Sunday, February 9, 2014

IP Interconnection is Changing, Because the Commercial Relationships and Traffic Flows are Changing

IP network interconnection periodically erupts as a business issue between two or more interconnecting IP domains, and the problems will grow as the types of interconnecting domains diversify.

The interconnection issue further is complicated by the types of domains. Interconnections can occur between scores of thousands of “autonomous systems,” also called “routing domains.”

Though most of the autonomous systems are Internet service providers, interconnections also occur between enterprises, governmental and educational institutions, large content providers with mostly outbound traffic such as Google, Yahoo, and YouTube, as well as
overlay content distribution networks such as Akamai and Limelight.
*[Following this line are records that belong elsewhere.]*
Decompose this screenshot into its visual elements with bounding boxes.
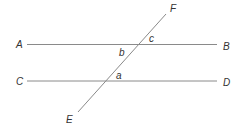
point-label-a: A xyxy=(15,39,23,50)
point-label-d: D xyxy=(223,77,230,88)
point-label-b: B xyxy=(223,41,230,52)
point-label-f: F xyxy=(170,3,177,14)
angle-label-c: c xyxy=(149,33,154,44)
angle-label-b: b xyxy=(119,47,125,58)
point-label-e: E xyxy=(66,114,73,125)
transversal-ef xyxy=(78,14,166,112)
parallel-lines-diagram: A B C D E F c b a xyxy=(0,0,238,133)
point-label-c: C xyxy=(16,76,24,87)
angle-label-a: a xyxy=(116,70,122,81)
In other words, end users, application, service and “access” and “wide area network” providers now are among the entities interconnecting, complicating any potential frameworks for regulating such diverse entities in ways that promote investment and innovation.

Where separate “common carrier” regulation arguably was easier, in the sense that only licensed “carriers” could interconnect, these days, application providers including Google, Apple, Netflix and others operate their own IP networks, interconnecting with carriers and non-profit entities alike.

The interconnection of IP networks historically has been a matter of bilateral agreements between IP network owners, with a tendency to interconnect without settlement payments so long as traffic flows were roughly balanced (the same amount of sent and received traffic on each interconnecting network).

As you can imagine, highly asymmetrical traffic flows such as streaming video will upset those assumptions. That matters, as a practical business matter, since interconnection costs money if traffic flows are not equivalent, or if domains are of disparate size.

Historically, the major distinction among different ISPs was their size, based on geographic scope, traffic volume across network boundaries or the number of attached customers. But symmetry encouraged the “peering” or “settlement-free interconnection” model.

Those assumptions increasingly are challenged, though. Today, a smaller number of large networks exchange traffic with many smaller networks. And there are cost implications.

In an uncongested state, a packet that originates on a network with smaller geographic scope and ends up on the larger network might be expected to impose higher delivery costs on the larger network (which must typically carry the packet a greater distance).

A larger network would presumably have more customers, and this might be seen as giving the
larger network more value because of the larger positive network externalities associated with being part of their networks.

Perhaps more important, even networks of similar size have different characteristics. Consumer-focused “access” providers (cable and telcos) are “eyeball aggregators.” Other ISPs, such as Netflix, are content stores. That has practical implications, namely highly asymmetrical traffic flows between the “eyeball aggregators” and “content stores.”

Also, there are natural economies of scale for a wide area network-based ISP than for an “access” ISP that has to supply last mile connections. Even when traffic flows actually are symmetrical, network costs are unequal.

The point is that settlement-free peering worked best when networks were homogenous, not heterogeneous as they now have become. Like it or not, the traditional peering and transit arrangements are less well suited to today’s interconnection environment.

For that reason, “partial transit” deals have arisen, where  a network Z sells access
to and from from a subset of the Internet prefixes.

For instance, Z may sell A only the ability to send traffic to part of the Internet, but not receive traffic. The reverse may also occur: a network may be allowed to receive traffic but not send traffic.

That arrangement is intended to reflect asymmetrical traffic flows between content store and eyeball aggregator networks.

Those changes in traffic flows, which bifurcate along content store and eyeball aggregator roles, inevitably will disrupt interconnection economics and business arrangements, leading to demand for imposition of common carrier rules for interconnection of IP networks.

Oddly enough, the logic of common carrier rules might lead to precisely the opposite “benefit” some expect.

Disagreements by parties to a bilateral interconnection agreement can lead to service disruptions, if one network refuses to accept traffic from another network on a “settlement free” basis.

So some might call for mandatory interconnection rules, to end peering disputes. Such rules could make the problem worse.

Interconnection disagreements today are about business models and revenue flows. Content stores benefit from settlement-free peering, since they deliver far more traffic than they receive.

Eyeball aggregators often benefit from transit agreements, since they would be paid for the asymmetric traffic flows.

Unless the assumption is that network economics are to be disregarded, the way common carrier rules would work, if applied to IP networks in a manner consistent with common carrier regulation  is that a network imposed an asymmetric load on a receiving network would have to pay for such access.

Disputes over “peering” between IP domains sometimes leads to service disruptions viewed as “throttling” of traffic in some quarters. It is not “throttling,” but a contract dispute.

The relationships between discrete IP networks take three forms. Large networks with equal traffic flows “peer” without payment of settlement fees.

Networks of unequal size tend to use “transit” agreements, where the smaller network pays to connect with the larger network, but also gets access to all other Internet domains. Also, in many cases one network pays a third party to provide interconnection.

Peering and transit rules are going to change, if only because the business interests of IP domain owners are distinct. The issue is whether such change will change to reflect the actual commercial interests, or take some form that is economically irrational.